This male hunchback effigy vessel comes from
the Guanacaste-Nicoya polychrome tradition,
the Galo polychrome style. Its mirror-bright
burnished surfaces are technically unsurpassed
by any Pre-Columbian pottery, and yellows, reds,
oranges, creams, maroons, and blacks of the
polychrome decorations are impressively vivid.
Among such sculptures are the full human
figures with elaborate representations of tattoos
or body paint. Such a brilliant polychrome
tradition represents an important social
dimension; when the northern trade network
that brought jade, slate-backed pyrite mirrors,
foreign ceramics, and other luxury goods, the
Nicoyans responded by producing their own
special purpose pottery. Inspired by northern
models, it also incorporated local and southern
elements, forming a dazzling hybrid style that
was traded around Central America and southern
Meso-America in the centuries to come.
Elaborately decorated with colors and patterns,
this sculpted male hunchback figure is partially
kneeling, as if he is about to make a movement
or a gesture.
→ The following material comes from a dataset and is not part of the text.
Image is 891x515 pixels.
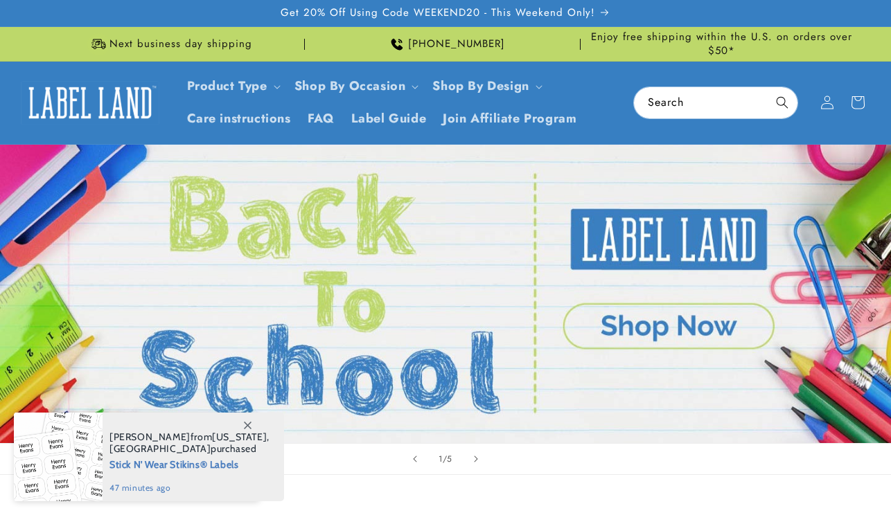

A fine example of Galo Polychrome
figures, he provides a wealth of ethnographic
detail because of the realistic style. His
earspools, body painting or tattooing, and the
hunched back are all vividly shown. Obviously a
special male personage, he also wears a flat
headdress. His almond-shaped eyes outlined
with black paint, his lips colored with light
orange, and his cheeks enhanced with patterns,
his bold face has an unforgettable charisma. With
his mouth slightly open, he seems surprised, as
if he just saw something magical. Hunchbacks
were often attributed with magical power--
perhaps this man was chosen as a ritual
performer. Although we may not know what he
saw, we can feel his emotions and aesthetic
beauty of his graceful sculptural form.